I mean, hey, you either have a First Amendment or you don't.
The fact that they haven't been able to do this to anybody else before means that they couldn't.
Or at least they couldn't.
Now they're seeing if they can really say, well, something's changed.
Now we can.
National security, it's so important, Joe.
Well, that's the other thing about the assurances, to not put him in extreme measures in the U.S.
There's a caveat there.
There's a condition.
If he does something, the document from the U.S. says, then does something to threaten national security, we can then throw him in there.
So once they have their hands on him, they can pretty much make up any reasons they want to put him in extreme measures.
And these high court judges have to see this.
They cannot believe the American assurances.

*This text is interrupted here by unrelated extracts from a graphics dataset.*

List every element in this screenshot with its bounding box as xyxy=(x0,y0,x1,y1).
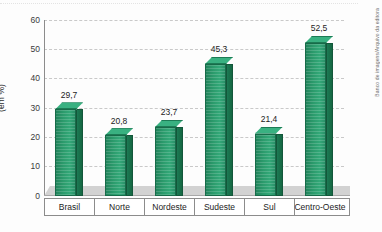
bar-brasil xyxy=(55,102,83,196)
y-tick-label-50: 50 xyxy=(14,45,40,54)
bar-3d-body xyxy=(155,127,176,196)
bar-value-label: 20,8 xyxy=(97,117,141,126)
category-label-row: BrasilNorteNordesteSudesteSulCentro-Oest… xyxy=(44,198,350,216)
bar-side-face xyxy=(76,109,83,196)
bar-front-face xyxy=(305,43,326,196)
bar-side-face xyxy=(326,43,333,196)
category-label-sul: Sul xyxy=(245,199,295,215)
bars-layer: 29,720,823,745,321,452,5 xyxy=(44,20,350,196)
bar-side-face xyxy=(176,127,183,196)
category-label-norte: Norte xyxy=(95,199,145,215)
bar-sul xyxy=(255,127,283,196)
y-tick-label-40: 40 xyxy=(14,74,40,83)
bar-top-face xyxy=(155,120,183,127)
bar-front-face xyxy=(255,134,276,196)
category-label-sudeste: Sudeste xyxy=(195,199,245,215)
category-label-centro-oeste: Centro-Oeste xyxy=(295,199,345,215)
bar-top-face xyxy=(55,102,83,109)
bar-sudeste xyxy=(205,57,233,196)
bar-value-label: 52,5 xyxy=(297,24,341,33)
y-tick-label-20: 20 xyxy=(14,132,40,141)
bar-3d-body xyxy=(255,134,276,196)
bar-top-face xyxy=(305,36,333,43)
bar-top-face xyxy=(205,57,233,64)
category-label-nordeste: Nordeste xyxy=(145,199,195,215)
bar-nordeste xyxy=(155,120,183,196)
bar-3d-body xyxy=(105,135,126,196)
bar-top-face xyxy=(105,128,133,135)
top-dotted-rule xyxy=(0,3,358,5)
image-credit: Banco de imagens/Arquivo da editora xyxy=(374,8,380,97)
y-tick-label-10: 10 xyxy=(14,162,40,171)
bar-side-face xyxy=(126,135,133,196)
bar-3d-body xyxy=(305,43,326,196)
bar-top-face xyxy=(255,127,283,134)
bar-side-face xyxy=(226,64,233,196)
bar-side-face xyxy=(276,134,283,196)
bar-front-face xyxy=(155,127,176,196)
bar-centro-oeste xyxy=(305,36,333,196)
y-axis-title: (em %) xyxy=(0,84,6,112)
bar-front-face xyxy=(105,135,126,196)
bar-norte xyxy=(105,128,133,196)
bar-3d-body xyxy=(205,64,226,196)
y-tick-label-0: 0 xyxy=(14,192,40,201)
bar-3d-body xyxy=(55,109,76,196)
bar-front-face xyxy=(55,109,76,196)
bar-value-label: 29,7 xyxy=(47,91,91,100)
bar-chart-figure: 60 50 40 30 20 10 0 (em %) 29,720,823,74… xyxy=(0,0,382,232)
bar-value-label: 21,4 xyxy=(247,115,291,124)
bar-value-label: 45,3 xyxy=(197,45,241,54)
y-tick-label-30: 30 xyxy=(14,103,40,112)
bar-value-label: 23,7 xyxy=(147,108,191,117)
category-label-brasil: Brasil xyxy=(45,199,95,215)
bar-front-face xyxy=(205,64,226,196)
y-tick-label-60: 60 xyxy=(14,16,40,25)
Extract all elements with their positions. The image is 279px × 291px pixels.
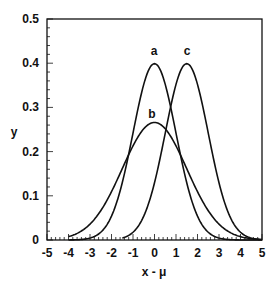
y-tick-label: 0.2 <box>22 145 39 159</box>
tick-labels: -5-4-3-2-101234500.10.20.30.40.5 <box>22 12 265 260</box>
x-tick-label: 4 <box>237 246 244 260</box>
x-tick-label: -2 <box>106 246 117 260</box>
y-tick-label: 0.1 <box>22 189 39 203</box>
y-tick-label: 0.3 <box>22 100 39 114</box>
x-tick-label: -5 <box>42 246 53 260</box>
y-axis-title: y <box>11 125 18 139</box>
curve-label-c: c <box>184 44 191 58</box>
y-tick-label: 0.5 <box>22 12 39 26</box>
x-axis-title: x - μ <box>142 265 167 279</box>
curves <box>69 64 263 240</box>
x-tick-label: -1 <box>128 246 139 260</box>
x-tick-label: 1 <box>173 246 180 260</box>
x-tick-label: -4 <box>63 246 74 260</box>
curve-label-a: a <box>151 44 158 58</box>
curve-c <box>122 64 262 240</box>
y-tick-label: 0.4 <box>22 56 39 70</box>
chart: -5-4-3-2-101234500.10.20.30.40.5 y x - μ… <box>0 0 279 291</box>
curve-label-b: b <box>148 107 155 121</box>
curve-a <box>69 64 263 240</box>
x-tick-label: 5 <box>259 246 266 260</box>
x-tick-label: 3 <box>216 246 223 260</box>
x-tick-label: 2 <box>194 246 201 260</box>
x-tick-label: 0 <box>151 246 158 260</box>
y-tick-label: 0 <box>32 233 39 247</box>
x-tick-label: -3 <box>85 246 96 260</box>
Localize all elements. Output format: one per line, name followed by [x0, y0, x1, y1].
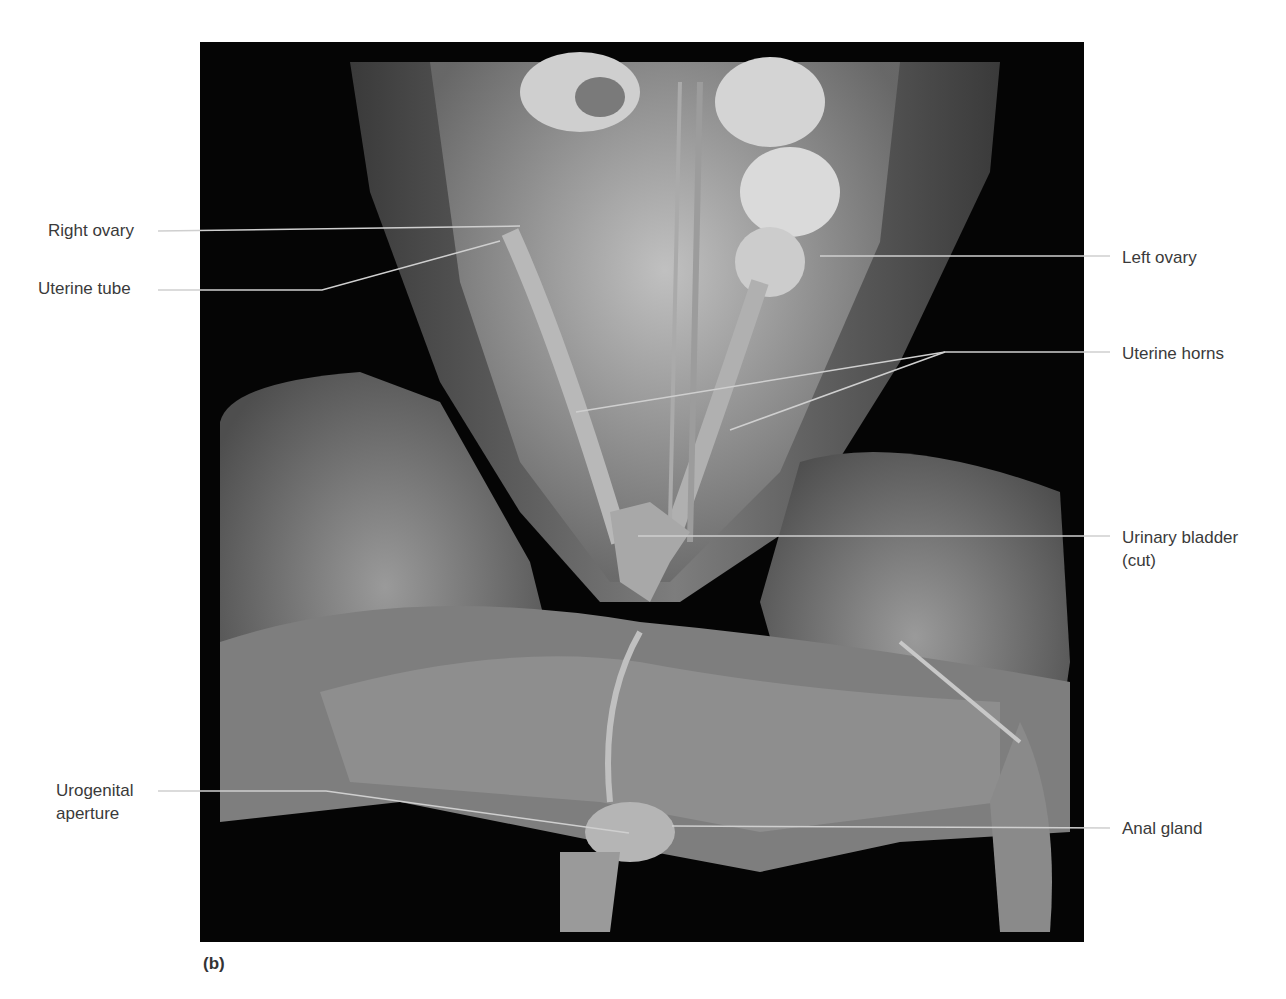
label-urogenital-line2: aperture: [56, 802, 134, 825]
panel-letter: (b): [203, 954, 225, 974]
label-urogenital-line1: Urogenital: [56, 779, 134, 802]
dissection-photo: [200, 42, 1084, 942]
label-left-ovary: Left ovary: [1122, 246, 1197, 269]
label-urinary-bladder-line1: Urinary bladder: [1122, 526, 1238, 549]
label-right-ovary: Right ovary: [48, 219, 134, 242]
label-urinary-bladder-line2: (cut): [1122, 549, 1238, 572]
label-urogenital-aperture: Urogenital aperture: [56, 779, 134, 825]
photo-illustration: [200, 42, 1084, 942]
label-urinary-bladder: Urinary bladder (cut): [1122, 526, 1238, 572]
label-uterine-tube: Uterine tube: [38, 277, 131, 300]
label-anal-gland: Anal gland: [1122, 817, 1202, 840]
label-uterine-horns: Uterine horns: [1122, 342, 1224, 365]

Amnesty International said they are inherently unreliable, such diplomatic assurances.
The ones that James Lewis, the prosecutor, said were rock solid in the U.S. had never broken a diplomatic vow.
Amnesty says they're unreliable inherently.
The judges have to decide to believe this promise and to not believe the expert testimony that led Beretsa to not extradite him because he's too sick, too prone to suicide, to go to these prisons.
This is the decision that has to be made by the high court, and we're not going to get this until the end of December, maybe into January.
Yeah.
All right, man.
Well, on behalf of a lot of people, too, I can't tell you how much I appreciate ConsortiumNews.com.
Staying good on this and staying on this story, there are very few others.
Of course, Kevin Gastola and Susie Dawson and some of those.
But it's sad to say a pretty marginal kind of an avocation here, people making sure to care enough about this to keep writing about it and keep trying to bring attention to it.
It's you know, it's just like the war in Yemen.
It's silence compared to the importance of the issue.
The ratio there is just off.
But anyway, I appreciate you doing your part, man.
Thank you, Scott.
All right, you guys.
That's the great Joe Lauria.
He's editor over there at ConsortiumNews.com.
The Scott Horton Show, Antiwar Radio, can be heard on KPFK 90.7 FM in LA, APSradio.com, Antiwar.com, ScottHorton.org, and LibertarianInstitute.org.